Cholera would often turn its victims’ skin a bluish grey.
Wellcome Collection
There is a sad precedent of pandemic disease threatening the residents of care institutions – and of authorities not heeding the dangers.
Going underground: heading into an Atlas Shelter in Dallas, Texas.
Bradley Garrett
To ‘preppers’ getting ready for a global cataclysm, the COVID-19 pandemic is a mere ‘mid-level’ event.
Daryan Shamkhali/Unsplash
We can lock in these changes to build sustainable cities out of the coronavirus crisis – here’s how.
A Royal Air Force De Havilland MosquitoI in flight on September 30 1944.
wikimedia/ww2incolor
The second world war offers a possible blueprint for confronting the ventilator challenge.
Gary He/EPA-EFE
The airline industry has faced many crises before. But these pale in comparison to the economic hit that airlines are currently facing.
Thomas Peham/Unsplash
Most people in the West are used to some form of solitude from time to time. But this is a fairly new normal.
Yi Xin/EPA-EFE
We could use this crisis to rebuild, produce something better and more humane. But we may slide into something worse.
Gettyimages
The consequences will be far more severe and long lasting in poorer countries.
MarcoVector/Shutterstock
Behind every government announcement, there is an army of epidemiologists predicting how the virus will spread, and how to beat it.
Piyal Adhikary/EPA
There are no criminal provisions around slavery in 49% of world nations, groundbreaking new legal research finds.
Dickens After Death, John Everett Millais, June 10 1870.
Charles Dickens Museum
How two ambitious men put their own interests ahead of the great writer and his family in an act of institutionally-sanctioned bodysnatching.
Arindambanerjee/Shutterstock.com
The voices of young victims in Haiti can now be heard for the first time thanks to a groundbreaking new research project.
Image from ‘Criminal man, according to the classification of Cesare Lombroso’ (1911).
Internetarchivebookimages/Flickr
We may think tattooing is a modern phenomenon, but the reasons for its popularity are not dissimilar to those seen in the prisons and convict ships of the Victorian era.
A protester wearing a Guy Fawkes mask flashing a victory sign in Beirut in November 2019.
EPA-EFE/WAEL HAMZEH EPA-EFE/WAEL HAMZEH
Wars don’t produce winners and losers – they never really did.
Jakob Fischer/Shutterstock.com
These inspirational food sharing initiatives around the world demonstrate that sustainable food system can – and should – be democratic.
A young girl is inoculated with typhoid, Texas, 1943.
Wikimedia Commons
We’ve known how to control typhoid for over 100 years. The rapid current increase of drug-resistant variants in both rich and poor countries is down to decades of short-sighted global health policies.
Demonstrations in Ecuador turned sour.
Rolando Enriquez/EPA
Climate change is already worsening the chaos attendant on resource shortage – and, therefore, death rates.
Valentin Valkov/Shutterstock.com
The design of the global money game is the real antagonist in the fight against climate change. But the call to arms tends to be directed at the players who have had best luck with the dice.
We need more blue-sky thinking. Yolanda Sun/Unsplash
From mobile phones to artificial wombs: what a breathtakingly visionary set of predictions from a century ago can teach us about our attempts to forecast the future today.
NASA
Realising the silence of outer space was what made us appreciate our precarious position down on this pale blue dot – so beginning our obsession with extinction.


- **Exercise**
An exact copy of the lines from the start of the material below through the line containing "The width and" is the required answer, and it includes no pictures.

########

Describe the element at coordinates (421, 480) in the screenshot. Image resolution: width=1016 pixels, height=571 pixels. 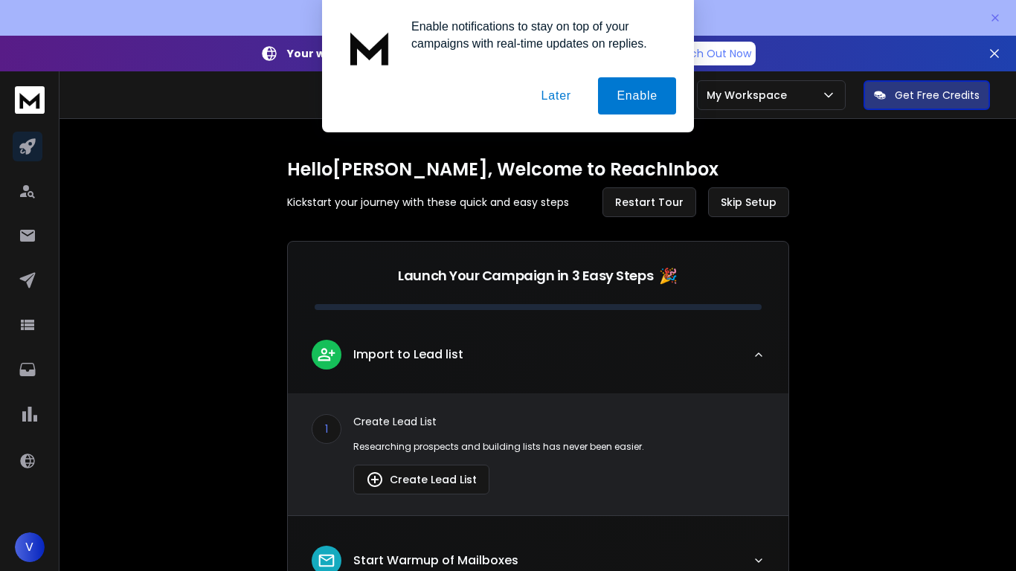
I see `button: Create Lead List` at that location.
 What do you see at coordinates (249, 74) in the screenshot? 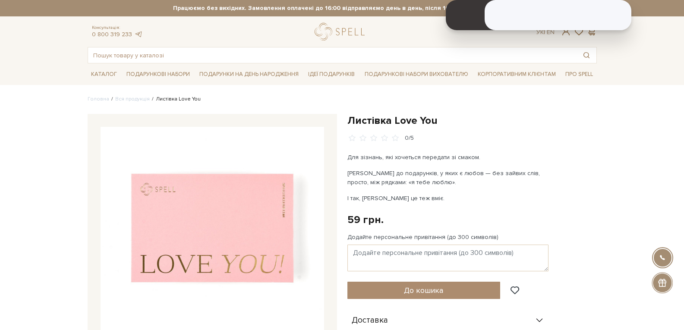
I see `a: Подарунки на День народження` at bounding box center [249, 74].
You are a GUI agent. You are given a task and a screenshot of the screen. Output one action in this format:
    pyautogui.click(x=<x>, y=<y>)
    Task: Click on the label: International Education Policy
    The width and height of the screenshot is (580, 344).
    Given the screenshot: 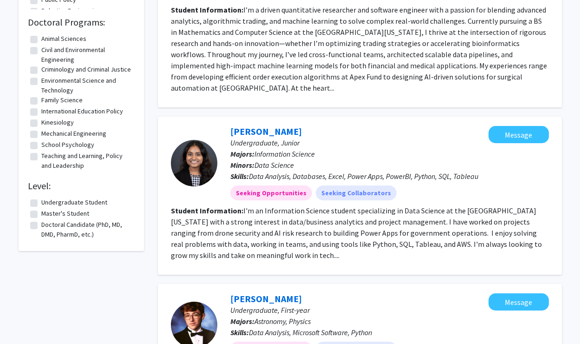 What is the action you would take?
    pyautogui.click(x=82, y=111)
    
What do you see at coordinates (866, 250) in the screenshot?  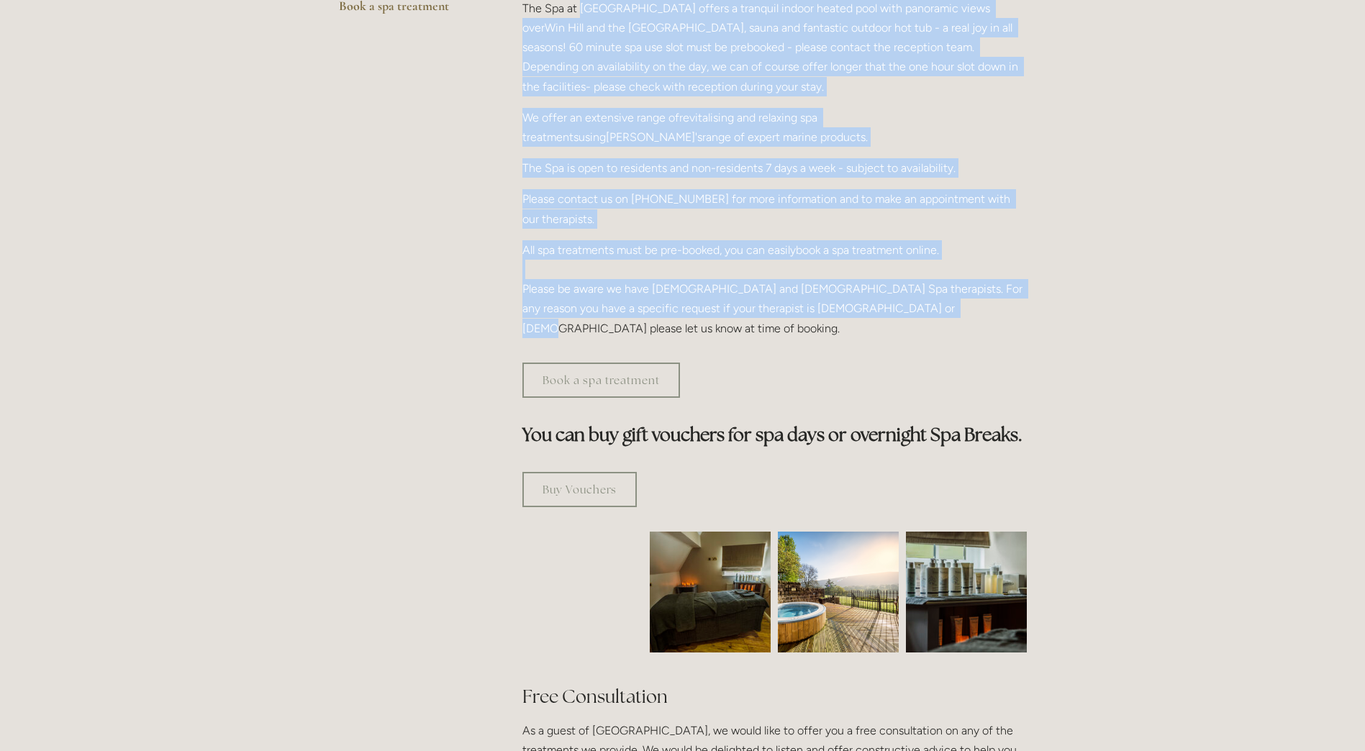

########

- **Problem solution**
Describe the element at coordinates (421, 480) in the screenshot. Image resolution: width=1016 pixels, height=571 pixels. 
I see `button: Create Lead List` at that location.
 What do you see at coordinates (249, 74) in the screenshot? 
I see `a: Подарунки на День народження` at bounding box center [249, 74].
You are a GUI agent. You are given a task and a screenshot of the screen. Output one action in this format:
    pyautogui.click(x=<x>, y=<y>)
    Task: Click on the label: International Education Policy
    The width and height of the screenshot is (580, 344).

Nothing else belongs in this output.